There is no homogenization of spirituality, no one world religion. Beauty exists in stark contrast to darkness, and can be no other way. There are only our personal paths, and how we choose to travel them, exhibiting beauty (or not). Your path is difficult, strewn with complex confusions--between what you believe deep in your soul, and what you are being told by the world around you, whether calling itself Christian or secular.

Lake Davis
Dallas

Larry Duncan's little grudge

Hooray for the Barneses, who refuse to accept unethical practices in city government without fighting back ("Tribal vengeance," July 20).

Mr. [Larry] Duncan and his city staff "tribe" are a glaring example of small-minded people with a little power. Such a shame that Dallas is being represented by such as these. Surely we can do better.

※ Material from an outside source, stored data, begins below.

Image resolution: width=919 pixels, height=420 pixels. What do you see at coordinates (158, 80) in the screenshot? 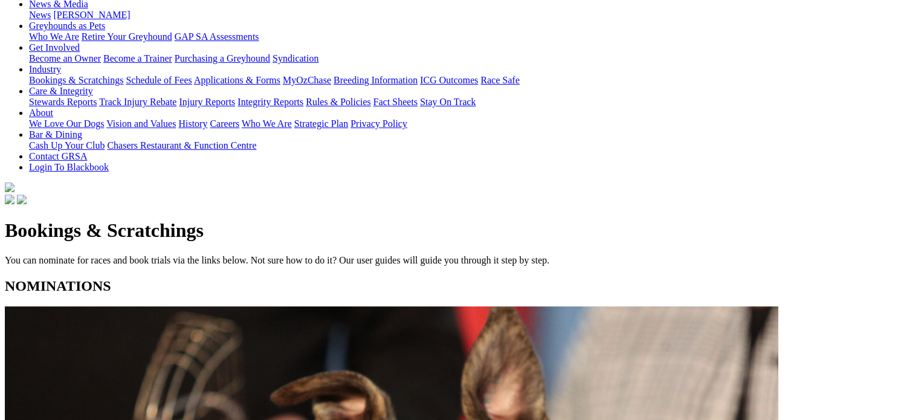
I see `a: Schedule of Fees` at bounding box center [158, 80].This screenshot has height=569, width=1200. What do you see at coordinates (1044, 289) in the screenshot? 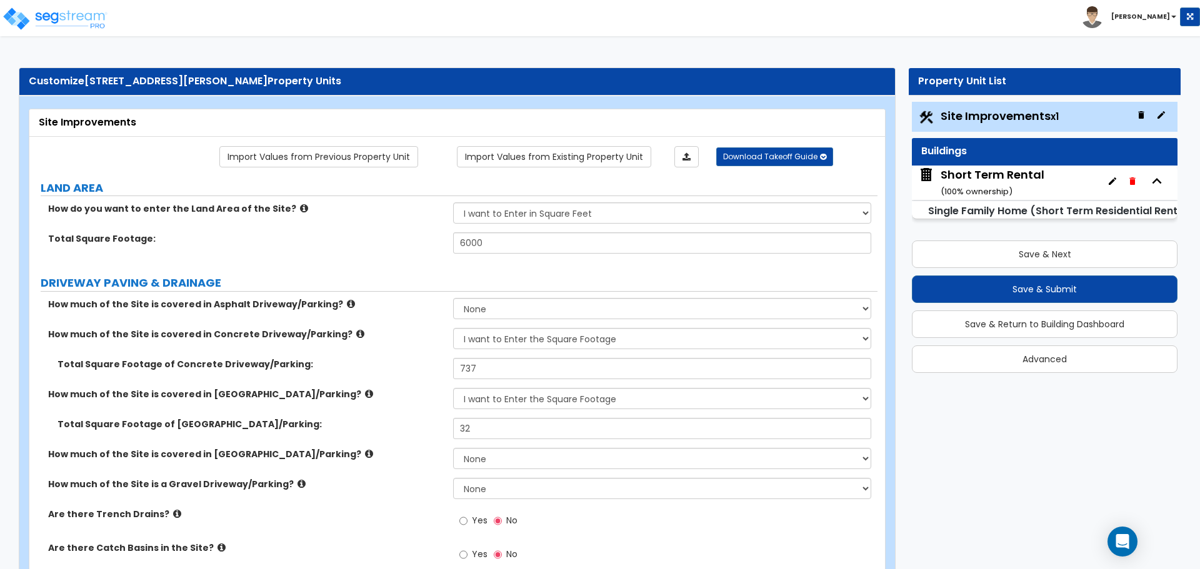
I see `button: Save & Submit` at bounding box center [1044, 289].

Mr. Duncan, it's time for you to do the right thing and put up that flood wall for Mr. and Mrs. Barnes.

Peggy Kilpatrick
Dallas

The bad seed

Mike Murray's letter (July 20) about Madalyn O'Hair was inflammatory, to say the least. I met Ms. O'Hair on occasion in the 1970s. She was always kind to me personally, even allowing me to purchase books from her organization on credit (at the time I was a poor serviceman, just back from Vietnam). So I was able to read works by famous unbelievers such as Robert Ingersoll and Mark Twain, viewpoints I had never encountered before.

Alas, I eventually found Ms. O'Hair, while brave and brilliant, nonetheless something of a misanthrope with a quarrelsome personality. With such character flaws, she eventually alienated many of her allies.

Even given Ms. O'Hair's alienating personality, Mr. Murray's letter is dishonest and unfair to the life of Madalyn. In fact, his use of disinformation seems to emanate from a singular, untrustworthy source: Madalyn's Christian son, William Murray. Bill Murray has made a career of bashing his mother. It is no doubt a living, as Bill travels the fundamentalist circuit, recycling unverifiable stories about his late mother. It is obvious that Bill simply hates his mother and also needs to make a buck.

And Bill Murray's background is not without controversy. In the late '70s, a highly publicized theft of computer tapes (of membership information) from American Atheists in Austin occurred. Lo and behold, I received a mailing from a new atheist organization called "Second Foundation," with Bill Murray, now in Arizona, as president. Something smelled, and I didn't bite. When his own atheist organization failed, Bill Murray became a born-again Christian and began to profit from being the son of Madalyn Murray O'Hair.

I ask the letter writer Mr. Murray to carefully read Bill Murray's Web site again. When I perused it a few months ago, I was struck by something. Bill was still using his mother as a whipping post, and there seemed to be no real expression of love for either his late mother, his late brother, or his late daughter. No remorse, no sadness. Character flaws must run in the family.

Jerry Wayne Borchardt
Dallas

KEEP THE OBSERVER FREE... Since we started the Dallas Observer, it has been defined as the free, independent voice of Dallas, and we'd like to keep it that way. Your membership allows us to continue offering readers access to our incisive coverage of local news, food, and culture with no paywalls. You can support us by joining as a member for as little as $1.